Frank Gehry’s attention-seeking building, which rose out of the industrial wastelands of the Basque city in the 1990s, was contentious for its swirling postmodernism but even more so for its presumptions of culture-led regeneration. It seems to have won both arguments. Over time the building had been subdivided, light was deflected if not blocked out, and the work, a major collection of (mostly) mid-20th-century art, called the shots. Now the reverse is true. To celebrate its quarter century, the building has been thrown open.
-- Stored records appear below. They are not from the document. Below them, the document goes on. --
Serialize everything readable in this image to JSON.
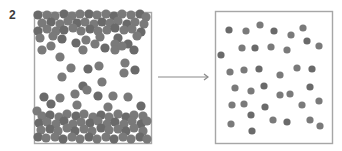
{
  "figure": {
    "label": "2",
    "colors": {
      "box_border": "#a6a6a6",
      "particle": "#7a7a7a",
      "particle_dark": "#6a6a6a",
      "arrow": "#8a8a8a",
      "label": "#3a3a3a"
    },
    "left_box": {
      "x": 34,
      "y": 12,
      "w": 117,
      "h": 131,
      "description": "dense particles concentrated at top and bottom",
      "r": 4.6,
      "particles": [
        [
          38,
          15
        ],
        [
          47,
          15
        ],
        [
          55,
          16
        ],
        [
          64,
          14
        ],
        [
          72,
          16
        ],
        [
          80,
          14
        ],
        [
          89,
          14
        ],
        [
          97,
          15
        ],
        [
          106,
          14
        ],
        [
          114,
          16
        ],
        [
          122,
          14
        ],
        [
          131,
          15
        ],
        [
          140,
          14
        ],
        [
          146,
          17
        ],
        [
          42,
          23
        ],
        [
          51,
          22
        ],
        [
          60,
          24
        ],
        [
          68,
          21
        ],
        [
          77,
          23
        ],
        [
          85,
          22
        ],
        [
          94,
          24
        ],
        [
          102,
          22
        ],
        [
          110,
          23
        ],
        [
          118,
          21
        ],
        [
          127,
          24
        ],
        [
          135,
          22
        ],
        [
          144,
          24
        ],
        [
          38,
          31
        ],
        [
          47,
          29
        ],
        [
          56,
          31
        ],
        [
          64,
          30
        ],
        [
          73,
          28
        ],
        [
          81,
          31
        ],
        [
          90,
          29
        ],
        [
          98,
          31
        ],
        [
          107,
          30
        ],
        [
          115,
          28
        ],
        [
          124,
          30
        ],
        [
          132,
          29
        ],
        [
          141,
          32
        ],
        [
          40,
          38
        ],
        [
          53,
          36
        ],
        [
          62,
          39
        ],
        [
          86,
          40
        ],
        [
          100,
          37
        ],
        [
          118,
          38
        ],
        [
          137,
          36
        ],
        [
          51,
          46
        ],
        [
          76,
          43
        ],
        [
          95,
          44
        ],
        [
          115,
          44
        ],
        [
          128,
          44
        ],
        [
          42,
          50
        ],
        [
          83,
          50
        ],
        [
          105,
          48
        ],
        [
          115,
          50
        ],
        [
          122,
          46
        ],
        [
          134,
          50
        ],
        [
          60,
          57
        ],
        [
          71,
          68
        ],
        [
          88,
          69
        ],
        [
          99,
          66
        ],
        [
          125,
          63
        ],
        [
          135,
          70
        ],
        [
          124,
          73
        ],
        [
          62,
          77
        ],
        [
          83,
          86
        ],
        [
          87,
          90
        ],
        [
          102,
          82
        ],
        [
          44,
          97
        ],
        [
          60,
          98
        ],
        [
          75,
          94
        ],
        [
          98,
          96
        ],
        [
          113,
          96
        ],
        [
          128,
          97
        ],
        [
          51,
          104
        ],
        [
          77,
          105
        ],
        [
          108,
          107
        ],
        [
          141,
          106
        ],
        [
          37,
          111
        ],
        [
          42,
          116
        ],
        [
          50,
          115
        ],
        [
          59,
          117
        ],
        [
          67,
          114
        ],
        [
          76,
          116
        ],
        [
          84,
          114
        ],
        [
          93,
          117
        ],
        [
          101,
          115
        ],
        [
          109,
          117
        ],
        [
          118,
          114
        ],
        [
          126,
          117
        ],
        [
          134,
          115
        ],
        [
          143,
          116
        ],
        [
          39,
          123
        ],
        [
          47,
          122
        ],
        [
          56,
          124
        ],
        [
          64,
          121
        ],
        [
          73,
          124
        ],
        [
          81,
          122
        ],
        [
          90,
          123
        ],
        [
          98,
          121
        ],
        [
          107,
          124
        ],
        [
          115,
          122
        ],
        [
          124,
          124
        ],
        [
          132,
          121
        ],
        [
          141,
          124
        ],
        [
          147,
          121
        ],
        [
          41,
          130
        ],
        [
          50,
          129
        ],
        [
          58,
          131
        ],
        [
          67,
          128
        ],
        [
          75,
          131
        ],
        [
          84,
          129
        ],
        [
          92,
          131
        ],
        [
          101,
          128
        ],
        [
          109,
          130
        ],
        [
          118,
          129
        ],
        [
          126,
          131
        ],
        [
          134,
          128
        ],
        [
          143,
          131
        ],
        [
          38,
          137
        ],
        [
          46,
          138
        ],
        [
          55,
          137
        ],
        [
          63,
          139
        ],
        [
          72,
          137
        ],
        [
          80,
          139
        ],
        [
          89,
          137
        ],
        [
          97,
          139
        ],
        [
          106,
          137
        ],
        [
          114,
          139
        ],
        [
          123,
          137
        ],
        [
          131,
          139
        ],
        [
          140,
          137
        ],
        [
          147,
          139
        ]
      ]
    },
    "arrow": {
      "x1": 158,
      "y1": 77,
      "x2": 208,
      "y2": 77,
      "direction": "right"
    },
    "right_box": {
      "x": 215,
      "y": 11,
      "w": 117,
      "h": 132,
      "description": "particles evenly spread throughout",
      "r": 3.6,
      "particles": [
        [
          229,
          30
        ],
        [
          246,
          31
        ],
        [
          260,
          25
        ],
        [
          274,
          31
        ],
        [
          291,
          35
        ],
        [
          303,
          28
        ],
        [
          307,
          41
        ],
        [
          319,
          46
        ],
        [
          242,
          48
        ],
        [
          255,
          48
        ],
        [
          271,
          47
        ],
        [
          287,
          50
        ],
        [
          221,
          55
        ],
        [
          230,
          72
        ],
        [
          244,
          70
        ],
        [
          259,
          69
        ],
        [
          280,
          75
        ],
        [
          297,
          68
        ],
        [
          312,
          69
        ],
        [
          235,
          88
        ],
        [
          251,
          91
        ],
        [
          264,
          86
        ],
        [
          280,
          95
        ],
        [
          290,
          94
        ],
        [
          310,
          87
        ],
        [
          232,
          105
        ],
        [
          244,
          104
        ],
        [
          265,
          107
        ],
        [
          302,
          105
        ],
        [
          319,
          101
        ],
        [
          251,
          115
        ],
        [
          231,
          124
        ],
        [
          273,
          120
        ],
        [
          287,
          122
        ],
        [
          310,
          120
        ],
        [
          320,
          126
        ],
        [
          252,
          131
        ]
      ]
    }
  }
}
In the words of one curator, it has undergone a ‘deep peel of the interior’.

The ambition of the soaring central atrium, criss-crossed by walkways and wrapped by high level terraces, is plain to see. There are frequent views into and across the labyrinthine building around it; skylights have been stripped clear; intervening partitions and walling removed; and the logic of the collection is now far more in in tune with the exigencies of Gehry’s design. Where daylight falls, there are no vulnerable exhibits, while technology has transformed the delivery of artificial light. Some measures have been radical. Sol LeWitt’s immense wall painting, with the agreement of the artist’s estate, has been reinstated elsewhere, where it isn’t exposed to strong natural light.

Outside, along the riverside, a confident linear park unpeels, the Guggenheim a flagship to a green stretch of playgrounds, cafés, running and cycle tracks and more.